ACL Rehab Timeline: What to Expect Month by Month
From swelling control to hop tests and return-to-sport benchmarks - a clear timeline you can follow and discuss with your physiotherapist.
ACL reconstruction is one of the most common major surgeries in sport. It's also one of the most rehabbed poorly. Re-injury rates remain stubbornly high - around 15-25% in athletes returning to pivoting sports - largely because people return too soon or without completing the right milestones. Here's what a thorough program looks like.
Weeks 1-2: Swelling control and range of motion
The priority immediately after surgery is managing swelling, regaining full passive knee extension, and starting quad activation. Full extension is non-negotiable - any flexion contracture left unaddressed at this stage becomes significantly harder to correct later. Ice, elevation, and gentle range-of-motion exercises are the focus.
Weeks 3-6: Quad strength and normal gait
Quad atrophy begins rapidly after surgery. Neuromuscular inhibition from the injury and the swelling suppresses the quad, so direct activation work is needed. By six weeks, the goal is walking without a limp, good quad control through range, and beginning to load the leg with closed-chain exercises like leg press and mini squats.
Months 2-4: Building strength and neuromuscular control
This phase involves progressive loading of the quads, hamstrings, and hip stabilisers, alongside balance and proprioception training. The graft is at its weakest biologically around 6-12 weeks post-surgery, so high-impact loading is avoided, but strength training is essential and safe.
Months 4-6: Power and running introduction
Running is typically reintroduced around the four to five-month mark when limb symmetry is adequate (usually 70-80% quad strength compared to the other side). The focus shifts to power - jump training, change of direction at reduced speed, and building the specific fitness needed for return to sport.
Months 6-9: Return-to-sport testing
Return to full sport should not be based on time alone. The athlete needs to pass a battery of objective tests including limb symmetry index on hop tests (usually 90% or better), quad and hamstring strength benchmarks, and a psychological readiness assessment. Athletes who meet these criteria before returning have significantly lower re-injury rates.
Nine to twelve months is a realistic timeline for contact or pivoting sports. Rushing this process is the single biggest mistake in ACL rehab.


Work instruction → Could you retype the whole listing word for word and drop the images?

Data →
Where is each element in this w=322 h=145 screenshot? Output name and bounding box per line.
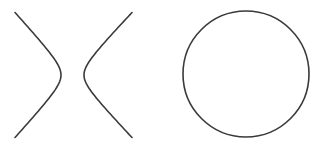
hyperbola-right-branch	[84, 13, 132, 138]
hyperbola	[15, 13, 132, 138]
diagram-canvas	[0, 0, 322, 145]
diagram-svg	[0, 0, 322, 145]
hyperbola-left-branch	[15, 13, 61, 138]
circle	[183, 11, 309, 137]
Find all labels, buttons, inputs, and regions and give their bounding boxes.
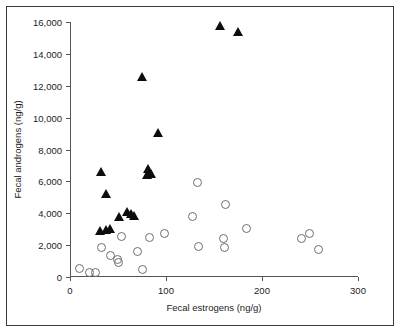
data-point-triangle (233, 27, 243, 36)
data-point-triangle (96, 167, 106, 176)
x-tick-label: 200 (254, 285, 270, 296)
x-tick-label: 300 (350, 285, 366, 296)
x-tick-label: 0 (67, 285, 72, 296)
y-tick-mark (66, 86, 70, 87)
y-tick-mark (66, 245, 70, 246)
x-axis-title: Fecal estrogens (ng/g) (70, 302, 358, 313)
y-tick-label: 0 (57, 272, 62, 283)
data-point-triangle (215, 21, 225, 30)
y-tick-mark (66, 22, 70, 23)
data-point-circle (160, 229, 169, 238)
y-tick-label: 6,000 (38, 176, 62, 187)
y-tick-mark (66, 213, 70, 214)
data-point-circle (117, 232, 126, 241)
x-tick-mark (70, 277, 71, 281)
y-tick-label: 2,000 (38, 240, 62, 251)
y-tick-mark (66, 150, 70, 151)
data-point-triangle (146, 169, 156, 178)
x-tick-label: 100 (158, 285, 174, 296)
y-tick-mark (66, 181, 70, 182)
y-tick-label: 10,000 (33, 112, 62, 123)
data-point-circle (193, 178, 202, 187)
data-point-triangle (153, 128, 163, 137)
data-point-circle (194, 242, 203, 251)
y-tick-label: 12,000 (33, 80, 62, 91)
y-tick-mark (66, 118, 70, 119)
x-tick-mark (166, 277, 167, 281)
data-point-triangle (101, 189, 111, 198)
data-point-circle (145, 233, 154, 242)
y-tick-label: 4,000 (38, 208, 62, 219)
plot-area: 02,0004,0006,0008,00010,00012,00014,0001… (70, 22, 358, 277)
data-point-circle (305, 229, 314, 238)
y-tick-label: 8,000 (38, 144, 62, 155)
y-axis-title-text: Fecal androgens (ng/g) (12, 100, 23, 198)
y-tick-label: 16,000 (33, 17, 62, 28)
plot-frame (70, 22, 358, 277)
data-point-circle (75, 264, 84, 273)
x-axis-title-text: Fecal estrogens (ng/g) (166, 302, 261, 313)
data-point-triangle (137, 72, 147, 81)
y-tick-label: 14,000 (33, 48, 62, 59)
y-tick-mark (66, 54, 70, 55)
x-tick-mark (262, 277, 263, 281)
data-point-triangle (105, 224, 115, 233)
data-point-circle (133, 247, 142, 256)
figure: Fecal androgens (ng/g) 02,0004,0006,0008… (0, 0, 400, 332)
data-point-circle (242, 224, 251, 233)
data-point-triangle (129, 211, 139, 220)
y-axis-title: Fecal androgens (ng/g) (10, 22, 24, 277)
x-tick-mark (358, 277, 359, 281)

Answer section →
Where is each element in this w=322 h=145 screenshot? Output name and bounding box per line.
hyperbola-right-branch	[84, 13, 132, 138]
hyperbola	[15, 13, 132, 138]
diagram-canvas	[0, 0, 322, 145]
diagram-svg	[0, 0, 322, 145]
hyperbola-left-branch	[15, 13, 61, 138]
circle	[183, 11, 309, 137]
Find all labels, buttons, inputs, and regions and give their bounding boxes.
data-point-triangle (233, 27, 243, 36)
data-point-triangle (96, 167, 106, 176)
x-tick-label: 200 (254, 285, 270, 296)
x-tick-label: 300 (350, 285, 366, 296)
x-tick-label: 0 (67, 285, 72, 296)
y-tick-mark (66, 86, 70, 87)
y-tick-mark (66, 245, 70, 246)
x-axis-title: Fecal estrogens (ng/g) (70, 302, 358, 313)
y-tick-label: 0 (57, 272, 62, 283)
data-point-triangle (215, 21, 225, 30)
y-tick-mark (66, 22, 70, 23)
data-point-circle (160, 229, 169, 238)
y-tick-label: 6,000 (38, 176, 62, 187)
y-tick-mark (66, 213, 70, 214)
data-point-circle (117, 232, 126, 241)
x-tick-mark (70, 277, 71, 281)
y-tick-label: 2,000 (38, 240, 62, 251)
y-tick-mark (66, 150, 70, 151)
data-point-triangle (146, 169, 156, 178)
x-tick-label: 100 (158, 285, 174, 296)
y-tick-mark (66, 181, 70, 182)
y-tick-label: 10,000 (33, 112, 62, 123)
data-point-circle (193, 178, 202, 187)
data-point-triangle (153, 128, 163, 137)
data-point-circle (194, 242, 203, 251)
y-tick-label: 12,000 (33, 80, 62, 91)
y-tick-mark (66, 118, 70, 119)
x-tick-mark (166, 277, 167, 281)
data-point-triangle (101, 189, 111, 198)
data-point-circle (145, 233, 154, 242)
y-tick-label: 4,000 (38, 208, 62, 219)
plot-area: 02,0004,0006,0008,00010,00012,00014,0001… (70, 22, 358, 277)
data-point-circle (305, 229, 314, 238)
y-tick-label: 8,000 (38, 144, 62, 155)
y-axis-title-text: Fecal androgens (ng/g) (12, 100, 23, 198)
y-tick-label: 16,000 (33, 17, 62, 28)
plot-frame (70, 22, 358, 277)
data-point-circle (75, 264, 84, 273)
x-axis-title-text: Fecal estrogens (ng/g) (166, 302, 261, 313)
data-point-triangle (137, 72, 147, 81)
y-tick-label: 14,000 (33, 48, 62, 59)
y-tick-mark (66, 54, 70, 55)
x-tick-mark (262, 277, 263, 281)
data-point-triangle (105, 224, 115, 233)
data-point-circle (133, 247, 142, 256)
figure: Fecal androgens (ng/g) 02,0004,0006,0008… (0, 0, 400, 332)
data-point-circle (242, 224, 251, 233)
data-point-triangle (129, 211, 139, 220)
y-axis-title: Fecal androgens (ng/g) (10, 22, 24, 277)
x-tick-mark (358, 277, 359, 281)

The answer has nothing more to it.